My problem is the deflection tactic of blaming immigrants unfairly using the worst of the lot as a fair assessment for why some voters have switched conservative. When doing that has less to do with immigration and more to do with judging people from a different country unfairly based on preconceived notions and confirmation bias(oh look lot of arabs there and not a woman in sight, savages!).
Yeah, and labels in political and media discourse are not helping. They're often fueling the big blurry mess of confusing ethnicity, religion, some form of ascendancy and immigration. "Immigrants" is really just an often inaccurate shorthand for "Others".
Hardly anybody would mind proper immigrants. That's not what people are worried/ pissed off about and it's not what's causing the current problems. Nobody would mind taking in actual war refugees, either - after all, war refugees have to leave once their country is safe again, and they usually want to return ASAP anyway. Hell, we took in many more refugees during the war in Yugoslavia and hardly anybody complained. But the current situation is a lot more complicated and a complete fucking mess. We're not talking about guest students from Saudi Arabia or engineers from Iraq here, we're talking about illegal immigrants from god knows where who claim to be Sryian refugees. Some of them certainly are (though that doesn't change the fact they're illegal immigrants), but a lot of them are not. And those are the guys causing trouble and giving Arab immigrants a bad rep, even though a large part of them aren't even Arabs.
EDIT: Obviously talking about Europe and the current refugee crisis here.
It certainly seems so though. Some Central Europeans countries earlier refused to take in any refugee out of the few thousands they agreed to. AFAIK most UE countries are not in a hurry to help support the weight on Greece and Italy shoulders (not to speak of non-EU countries and the issue at large).
European culture towards immigrants is surprisingly hostile though, even though not on its face.
Since I think I started this bout of "immigration-talk" in the other thread, just let me be clear that my point wasn't really about a dick-waving contest with the US. There's, apparently, a difference in how the US and France approach assimilation/integration and I think both has had success and shortcomings.
Really the debate to me is really about two things :
- Are states entitled to control their borders and immigration and thus define what is legal and legitimate migration (within the confines of acceptable minimum decency) ? Is there really, as often heard currently, some sort of upper limit to the number of migrants you can welcome ? And has it been reached ? I am really skeptical about the latter point, to be fair. At the very least, the EU response to the migration peak crisis has been lackluster and the burden could be better managed.
- What the model for a diverse/multicultural society is (and does it work, since obviously a lot more people seems to vote that they don't believe so) and is there really an issue with the integration of Islam in a European society, especially with regards to secularism ? If so, is the issue at a macro-scale (tenets of Islam theology at odds with secularism) or micro (specific subset of orthodox / fundamentalists groups).
Considering migration crisis are a potential regular occurence in the future and the continued demographic crisis of the population aging without external flux, Europe better get on the ball fast.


◆ EXERCISE DETAILS
The entries below are to be transcribed in full, without their images.

--- DATA EXTRACT ---

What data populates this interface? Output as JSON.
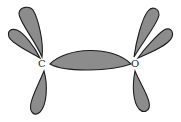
{
  "diagram": {
    "atoms": [
      {
        "label": "C",
        "x": 42,
        "y": 66
      },
      {
        "label": "O",
        "x": 135,
        "y": 66
      }
    ],
    "colors": {
      "lobe_fill": "#8c8c8c",
      "lobe_stroke": "#1e1e1e",
      "background": "#ffffff"
    }
  }
}
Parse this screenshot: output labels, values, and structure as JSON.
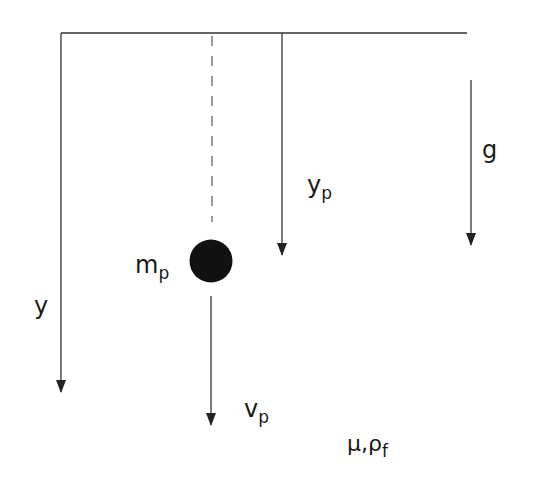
{
  "diagram": {
    "labels": {
      "y_axis": "y",
      "particle_position_main": "y",
      "particle_position_sub": "p",
      "gravity": "g",
      "mass_main": "m",
      "mass_sub": "p",
      "velocity_main": "v",
      "velocity_sub": "p",
      "fluid_main": "μ,ρ",
      "fluid_sub": "f"
    },
    "colors": {
      "stroke": "#333333",
      "particle": "#111111"
    }
  }
}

---

◆ SOLUTION TO THIS TASK
What data populates this interface? Output as JSON.
{
  "diagram": {
    "atoms": [
      {
        "label": "C",
        "x": 42,
        "y": 66
      },
      {
        "label": "O",
        "x": 135,
        "y": 66
      }
    ],
    "colors": {
      "lobe_fill": "#8c8c8c",
      "lobe_stroke": "#1e1e1e",
      "background": "#ffffff"
    }
  }
}
Parse this screenshot: output labels, values, and structure as JSON.
{
  "diagram": {
    "labels": {
      "y_axis": "y",
      "particle_position_main": "y",
      "particle_position_sub": "p",
      "gravity": "g",
      "mass_main": "m",
      "mass_sub": "p",
      "velocity_main": "v",
      "velocity_sub": "p",
      "fluid_main": "μ,ρ",
      "fluid_sub": "f"
    },
    "colors": {
      "stroke": "#333333",
      "particle": "#111111"
    }
  }
}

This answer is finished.